An important feature of peripheral nerve regeneration is “multiple regeneration”, which refers to the number of new axon buds that can far outstrip the number of injured proximal nerve fibers (An et al., 2015). Thus, a single axon might repair a couple of damaged nerve axons (Jianping et al., 2012). Merle and Dautel (1991) reported that compared with other nerve transplantation methods, a single autologous nerve transplantation could greatly improve the number of regenerated nerve fibers and myelination, as well as result in good neurological functional recovery. Millesi et al. (1972) reported a good outcome when autologous nerve transplantation was used to restore median nerve injury and ulnar nerve injury. The transplanted nerve survived easily owing to the small nerve volume used. Additionally, peripheral vessels and tissue fluid regenerated rapidly. However, it was important to distinguish between the different functional clusters to reduce the rate of incorrect nerve connection. For the “multiple amplification” phenomenon, a few studies were undertaken in our laboratory to prove that multiple regeneration of a single axon could restore nerve function (Xu et al., 2014).
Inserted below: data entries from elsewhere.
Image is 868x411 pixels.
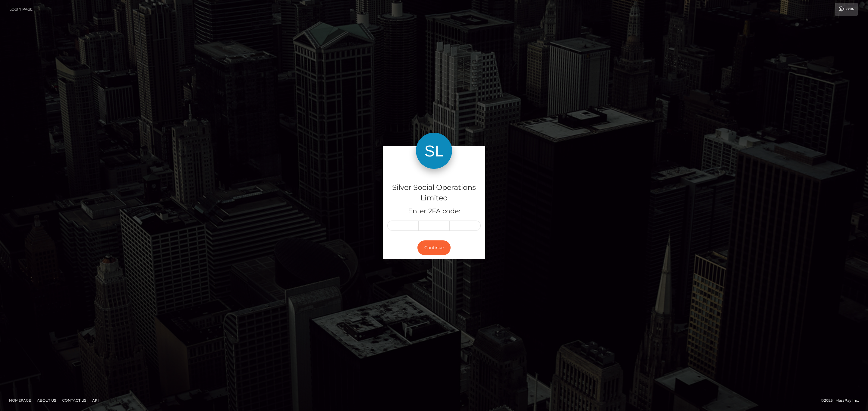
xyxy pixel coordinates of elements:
a: About Us [35,395,58,405]
img: Silver Social Operations Limited [416,132,452,169]
h4: Silver Social Operations Limited [387,183,481,203]
div: © 2025 , MassPay Inc. [820,397,863,404]
a: Homepage [7,395,34,405]
a: Login Page [10,3,33,16]
button: Continue [418,241,450,255]
h5: Enter 2FA code: [387,207,481,216]
a: Login [834,3,858,16]
a: Contact Us [60,395,88,405]
a: API [90,395,101,405]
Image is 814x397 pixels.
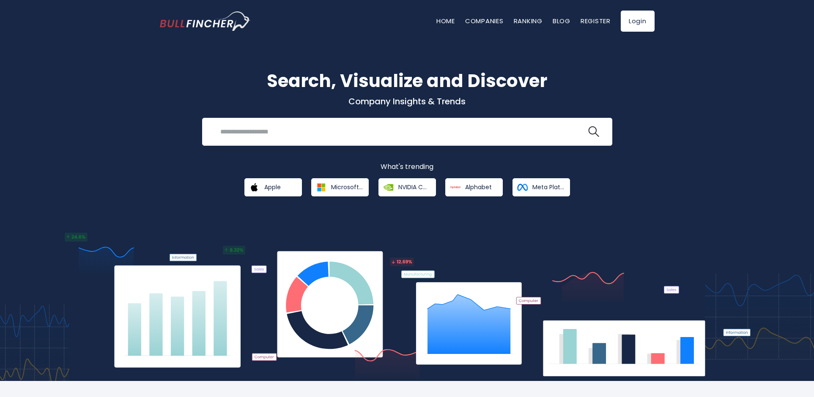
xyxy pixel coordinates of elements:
[331,183,363,191] span: Microsoft Corporation
[532,183,564,191] span: Meta Platforms
[512,178,570,197] a: Meta Platforms
[160,68,654,94] h1: Search, Visualize and Discover
[378,178,436,197] a: NVIDIA Corporation
[514,16,542,25] a: Ranking
[160,96,654,107] p: Company Insights & Trends
[465,183,492,191] span: Alphabet
[588,126,599,137] img: search icon
[160,11,251,31] a: Go to homepage
[553,16,570,25] a: Blog
[244,178,302,197] a: Apple
[436,16,455,25] a: Home
[160,11,251,31] img: bullfincher logo
[398,183,430,191] span: NVIDIA Corporation
[580,16,610,25] a: Register
[160,163,654,172] p: What's trending
[311,178,369,197] a: Microsoft Corporation
[264,183,281,191] span: Apple
[465,16,503,25] a: Companies
[621,11,654,32] a: Login
[445,178,503,197] a: Alphabet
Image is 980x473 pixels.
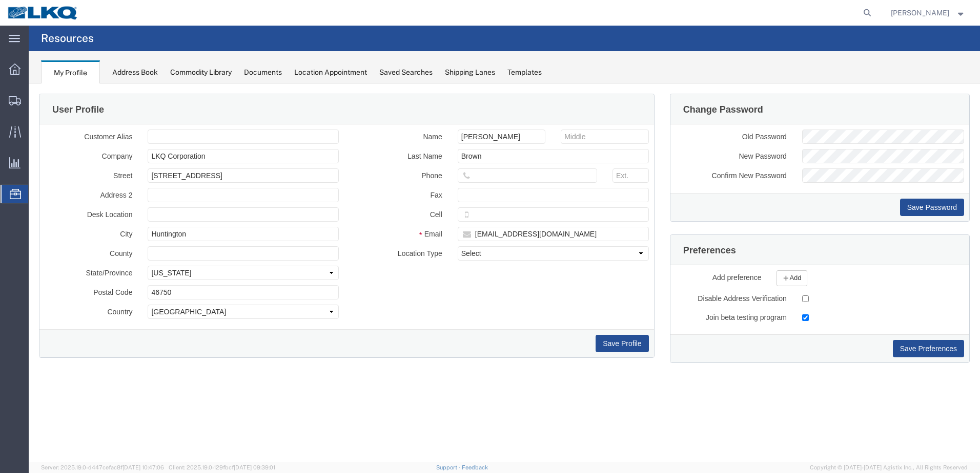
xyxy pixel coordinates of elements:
[640,208,766,220] label: Disable Address Verification
[810,464,968,472] span: Copyright © [DATE]-[DATE] Agistix Inc., All Rights Reserved
[507,67,542,78] div: Templates
[748,187,778,203] button: Add
[640,65,766,78] label: New Password
[318,143,421,156] label: Email
[41,26,94,51] h4: Resources
[7,6,79,20] img: logo
[170,67,232,78] div: Commodity Library
[318,85,421,98] label: Phone
[462,464,488,471] a: Feedback
[891,6,967,19] button: [PERSON_NAME]
[113,67,158,78] div: Address Book
[436,464,462,471] a: Support
[864,257,936,274] button: Save Preferences
[640,187,741,199] label: Add preference
[295,67,367,78] div: Location Appointment
[318,124,421,136] label: Cell
[567,252,620,269] button: Save Profile
[234,464,276,471] span: [DATE] 09:39:01
[871,115,936,133] button: Save Password
[640,227,766,239] label: Join beta testing program
[655,157,707,176] div: Preferences
[891,7,949,18] span: Adrienne Brown
[169,464,276,471] span: Client: 2025.19.0-129fbcf
[41,61,100,84] div: My Profile
[318,105,421,116] label: Fax
[380,67,432,78] div: Saved Searches
[640,85,766,98] label: Confirm New Password
[28,83,980,463] iframe: FS Legacy Container
[655,16,735,35] div: Change Password
[244,67,282,78] div: Documents
[123,464,164,471] span: [DATE] 10:47:06
[445,67,496,78] div: Shipping Lanes
[41,464,164,471] span: Server: 2025.19.0-d447cefac8f
[640,46,766,58] label: Old Password
[584,85,621,99] input: Ext.
[318,163,421,176] label: Location Type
Based on the above research and theory, we established a rat model of common peroneal nerve defect (10 mm) and designed an experiment to compare the therapeutic efficacy of different numbers of autologous sural nerve grafts for the repair of nerve defects. Furthermore, to reduce the barrier effect due to invasion by surrounding tissue and connective-tissue overgrowth between neural stumps, small gap sleeve suture was used in both proximal and distal terminals. Therefore, we conclude that one small sural nerve graft could successfully repair a large common peroneal nerve defect. This study offered new supporting evidence that a small nerve segment can repair a large nerve defect. However, due to the limitations encountered with the use of laboratory animals, high-quality clinical studies still need to be conducted in the future. In addition, understanding the process of regenerated peripheral nerve passing through bridged nerves of different diameters, the mechanism of newborn nerve fibers growing into the bridging materials, and the dynamic process of nerve function recovery, still require further investigation.
Footnotes
Funding: This study was supported by the National Basic Research Program of China (973 Program), No. 2014CB542200; a grant from the Ministry of Education Innovation Team, No. IRT1201; the National Natural Science Foundation of China, No. 31271284, 31171150, 81171146, 30971526, 31100860, 31040043, 31640045, 31671246; a grant from the Educational Ministry New Century Excellent Talents Support Project in China, No. BMU20110270; a grant from the National Key Research and Development Program in China, No. 2016YFC1101604.
Conflicts of interest: None declared.
Research ethics: All procedures conformed to the National Institutes of Health guidelines on animal experimentation and were approved by the Research Ethics Committee at Peking University People's Hospital of China (approval number: 2011-16).
Data sharing statement: Datasets analyzed during the current study are available from the corresponding author on reasonable request.
Plagiarism check: Checked twice by iThenticate.
Peer review: Externally peer reviewed.
Open peer reviewer: Rogerio Leone Buchaim, Universidade de Sao Paulo, Brazil.